One of the biggest dangers inherent in digital publishing is that with the disappearance of hard-copy books, future editors can modify any book for the political correctness prevalent at their time. Don’t like the “N” word in Tom Sawyer? Get rid of it. Offended by Hemingway’s references to Jews? Gone. It’s something you rarely hear mentioned as we dive headlong into digital books and e-readers, but it’s not something without precedent.
Photographers are living the same reality in that it’s gotten pretty much impossible to tell when a photo depicts an actual event or if it’s been Photoshopped. Explosions are inserted into purported war pictures for greater effect, actors’ heads are grafted onto different, buffer bodies, etc.
I got to thinking about this while watching the movie Penny Serenade yesterday. I’m a Cary Grant fan and had never seen this effort, which earned him an Academy Award nomination for Best Actor.
By 2011 standards, the plot is offensive. It depicts a couple who decide to adopt when the wife is left incapable of having children after a miscarriage. The only available child at the orphanage is a baby girl, which the husband only grudgingly accepts – they wanted a blue-eyed, 2 year-old boy, to replace the one they lost that would have been two by then. In time Cary Grant grows to love his little girl but she is tragically snatched away overnight by a mysterious illness at the age of six.
The couple is on the verge of divorce after the husband falls into a profound depression and will not communicate with wife, Irene Dunn. A week or so after the child’s death, she is packing up to leave him. As she walks down the stairs to the front door, suitcases in hand, the phone rings. It’s the orphanage with the marvelous news that a 2 year-old, blue-eyed boy has suddenly become available. The couple smiles, embraces, and heaves a sigh of relief; everything is OK again, a more suitable replacement has been found!
Our dog died three years ago. We’re just getting over it sufficiently to consider another. These folks recover from the loss of a daughter in a week! Clearly, a movie such as this would never have made the cut today.
All this to say that books, photos, and films are snapshots of the attitudes, beliefs, and minds of people at any given time in history. They showcase our evolution. We shouldn’t be ashamed of them; they represent where we’ve been and how far we’ve come.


Scan the records below. List lines holding "node".
**** ENTRIES PROVIDED ****
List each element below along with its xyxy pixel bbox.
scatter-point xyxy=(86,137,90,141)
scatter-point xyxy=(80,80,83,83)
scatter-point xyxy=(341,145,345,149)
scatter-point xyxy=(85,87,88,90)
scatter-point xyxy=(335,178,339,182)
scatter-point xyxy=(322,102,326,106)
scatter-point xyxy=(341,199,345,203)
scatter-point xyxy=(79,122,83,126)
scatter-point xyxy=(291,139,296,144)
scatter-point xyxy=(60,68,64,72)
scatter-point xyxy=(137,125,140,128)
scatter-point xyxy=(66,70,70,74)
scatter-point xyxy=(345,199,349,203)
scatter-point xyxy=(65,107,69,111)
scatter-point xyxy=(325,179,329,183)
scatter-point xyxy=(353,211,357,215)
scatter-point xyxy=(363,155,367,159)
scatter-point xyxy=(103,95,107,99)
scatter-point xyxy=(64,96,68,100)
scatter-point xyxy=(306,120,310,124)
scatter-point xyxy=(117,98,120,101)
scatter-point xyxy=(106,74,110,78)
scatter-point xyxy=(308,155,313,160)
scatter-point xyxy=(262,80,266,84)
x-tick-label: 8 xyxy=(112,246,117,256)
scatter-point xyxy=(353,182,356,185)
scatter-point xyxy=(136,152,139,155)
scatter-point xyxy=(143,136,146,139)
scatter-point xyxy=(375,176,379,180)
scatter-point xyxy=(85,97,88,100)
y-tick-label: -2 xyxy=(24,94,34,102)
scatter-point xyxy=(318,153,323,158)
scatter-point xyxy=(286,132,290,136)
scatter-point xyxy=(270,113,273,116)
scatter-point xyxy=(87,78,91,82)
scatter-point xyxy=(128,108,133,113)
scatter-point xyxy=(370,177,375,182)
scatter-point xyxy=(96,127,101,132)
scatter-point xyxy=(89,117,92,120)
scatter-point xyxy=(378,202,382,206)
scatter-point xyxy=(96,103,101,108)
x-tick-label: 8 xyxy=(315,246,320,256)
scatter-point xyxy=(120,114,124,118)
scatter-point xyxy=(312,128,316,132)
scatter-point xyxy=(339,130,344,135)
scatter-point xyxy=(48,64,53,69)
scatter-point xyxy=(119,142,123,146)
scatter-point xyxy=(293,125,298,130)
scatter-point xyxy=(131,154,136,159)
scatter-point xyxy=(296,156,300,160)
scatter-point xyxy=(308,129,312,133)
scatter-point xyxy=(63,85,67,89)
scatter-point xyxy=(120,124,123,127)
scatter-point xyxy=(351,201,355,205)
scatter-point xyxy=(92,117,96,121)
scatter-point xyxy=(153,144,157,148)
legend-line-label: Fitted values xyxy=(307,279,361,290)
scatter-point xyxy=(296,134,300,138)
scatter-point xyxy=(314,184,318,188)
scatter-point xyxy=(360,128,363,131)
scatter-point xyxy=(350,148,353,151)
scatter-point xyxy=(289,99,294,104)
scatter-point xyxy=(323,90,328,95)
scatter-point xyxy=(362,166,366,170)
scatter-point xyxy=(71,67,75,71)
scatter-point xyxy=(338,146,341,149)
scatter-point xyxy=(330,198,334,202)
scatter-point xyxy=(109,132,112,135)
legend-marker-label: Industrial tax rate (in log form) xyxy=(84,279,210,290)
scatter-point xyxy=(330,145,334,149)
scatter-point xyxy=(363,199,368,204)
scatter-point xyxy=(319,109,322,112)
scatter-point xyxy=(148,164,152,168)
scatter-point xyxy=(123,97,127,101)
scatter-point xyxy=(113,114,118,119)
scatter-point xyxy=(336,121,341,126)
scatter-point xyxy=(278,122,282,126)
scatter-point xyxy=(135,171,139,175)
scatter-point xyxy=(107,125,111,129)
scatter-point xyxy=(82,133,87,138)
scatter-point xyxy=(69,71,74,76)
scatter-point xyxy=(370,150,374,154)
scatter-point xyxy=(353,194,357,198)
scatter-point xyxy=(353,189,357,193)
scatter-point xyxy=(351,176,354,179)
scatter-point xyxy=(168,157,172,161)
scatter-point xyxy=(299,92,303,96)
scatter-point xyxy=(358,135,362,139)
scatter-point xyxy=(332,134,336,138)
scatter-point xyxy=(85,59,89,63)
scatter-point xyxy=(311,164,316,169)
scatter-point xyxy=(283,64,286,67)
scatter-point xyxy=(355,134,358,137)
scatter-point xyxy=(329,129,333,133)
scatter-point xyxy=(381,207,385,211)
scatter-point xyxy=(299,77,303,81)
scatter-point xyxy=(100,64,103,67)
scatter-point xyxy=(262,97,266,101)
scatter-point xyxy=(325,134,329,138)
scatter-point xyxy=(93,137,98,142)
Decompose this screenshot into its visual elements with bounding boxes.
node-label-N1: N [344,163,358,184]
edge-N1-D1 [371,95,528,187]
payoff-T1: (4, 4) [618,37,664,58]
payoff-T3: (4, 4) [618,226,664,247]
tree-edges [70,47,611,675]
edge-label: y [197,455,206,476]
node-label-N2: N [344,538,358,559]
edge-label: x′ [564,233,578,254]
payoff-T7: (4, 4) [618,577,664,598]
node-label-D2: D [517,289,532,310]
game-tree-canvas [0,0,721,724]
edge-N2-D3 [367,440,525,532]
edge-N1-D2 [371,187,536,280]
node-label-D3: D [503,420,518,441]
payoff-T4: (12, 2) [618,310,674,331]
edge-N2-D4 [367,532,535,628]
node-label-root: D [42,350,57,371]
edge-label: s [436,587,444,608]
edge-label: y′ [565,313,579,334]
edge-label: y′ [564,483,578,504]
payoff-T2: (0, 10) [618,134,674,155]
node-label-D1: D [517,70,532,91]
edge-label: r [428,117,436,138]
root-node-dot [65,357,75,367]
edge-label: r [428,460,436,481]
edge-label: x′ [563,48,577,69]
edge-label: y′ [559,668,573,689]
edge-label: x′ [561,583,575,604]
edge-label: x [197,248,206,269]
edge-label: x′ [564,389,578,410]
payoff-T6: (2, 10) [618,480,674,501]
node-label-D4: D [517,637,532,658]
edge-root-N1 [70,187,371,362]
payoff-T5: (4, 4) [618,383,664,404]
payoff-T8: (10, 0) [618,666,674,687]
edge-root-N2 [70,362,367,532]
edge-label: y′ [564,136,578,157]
****
» WRITTEN ANSWER:
node-label-N1: N [344,163,358,184]
node-label-N2: N [344,538,358,559]
node-label-D2: D [517,289,532,310]
node-label-D3: D [503,420,518,441]
node-label-root: D [42,350,57,371]
node-label-D1: D [517,70,532,91]
root-node-dot [65,357,75,367]
node-label-D4: D [517,637,532,658]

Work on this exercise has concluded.